Posted
Mar 8, 2002
 | By
Berkeley Lab

Fume hood cuts electricity use

Fume hoods, devices that are widely used by high-tech industries, hospitals and universities, help keep workers safe but can use a lot of energy - a single fume hood running 24 hours a day uses as much energy as an entire house. New fume hood technology developed by researchers at the US Department of Energy's Lawrence Berkeley National Laboratory claims to reduce energy use by 50% or more.

Fume hoods are ubiquitous in industrial, medical and university research facilities. They are box-like structures often mounted at tabletop level with a movable window-like front called a sash. Fume hoods capture, contain and exhaust hazardous fumes created during industrial processes or laboratory experiments.

Generally, fumes are drawn out of a hood by fans through a port at the top of the hood. Pharmaceutical and biotechnology facilities have hoods, as do facilities ranging from industrial shops, to laboratories for medical testing, university research and high school chemistry.

"Fume hoods typically require large exhaust flows and are usually never turned off, so they use a tremendous amount of energy both in fan power and in heated and cooled room air," said co-developer Geoffrey Bell. "The hood could save typical industrial facilities hundreds of thousands of dollars a year in energy costs."
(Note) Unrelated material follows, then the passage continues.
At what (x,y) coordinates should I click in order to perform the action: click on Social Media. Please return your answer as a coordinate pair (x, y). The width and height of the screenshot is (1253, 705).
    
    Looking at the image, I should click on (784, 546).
Hood use is growing rapidly in California. Besides biotech and high tech, universities and colleges are building labs to keep up with the demand for science education. Hoods contribute to the high energy cost of these buildings - often four to five times more expensive than offices.

How it works

A typical fume hood, with a sash opening six feet wide and two to three feet high, circulates air through this sash at 100 feet per minute. The energy to filter, move, cool or heat, and in some cases scrub (clean) this air is one of the largest loads in most laboratory facilities.

The Berkeley Laboratory design uses small supply fans located at the top and bottom of the hood's face, to push air into the hood and into the user's breathing zone, setting up a 'divider' of air at the sash. The air divider helps prevent fumes from reaching a user standing in front of the hood. Consequently, the exhaust fan can be operated at a much lower flow. Current research has reduced the flow to 30% of a typical hood installation. Because less air is flowing through the hood, the building's environmental conditioning system can be downsized, saving both energy and initial costs of construction.

There are an estimated 85,000 fume hoods in California, and more than 500,000 in the United States. Berkeley Laboratory researchers estimate that the new technology could save 360 gigawatt-hours (GWh or billion watt-hours) of electricity in California and 2100 GWh in the United States. At $0.08 per kWh, the annual electricity savings per hood is about $1,000 (close to 8,500 kWh saved per hood).

"This invention improves user safety while reducing both energy use and the size of mechanical systems required to provide adequate heating, ventilation and cooling," said Berkeley Laboratory's Dale Sartor, one of the fume hood's developers and Head of the Environmental Energy Technologies Division's Applications Team.

The prototype high-performance fume hood installation at UCSF's Scanning Electron Microscopy & Cardiovascular Structure Laboratory is the first in a working laboratory in California and one of two prototypes in testing in the US.

The high-performance technology was developed by Helmut Feustel and Bell. Additional members of the team are Sartor, Chris Buchanan, Darryl Dickerhoff, William Fisk and Doug Sullivan.

The technology has been demonstrated successfully in testing at Berkeley Laboratory and at the University of California, San Francisco's Department of Pathology.

"We are thrilled with the success of this field test," Sartor said. "We are working with industry partners to continue the development and refinement of the technology." He added that before the new hoods can be applied commercially, institutional and regulatory barriers also need to be overcome.

The Berkeley fume hood has a patent pending.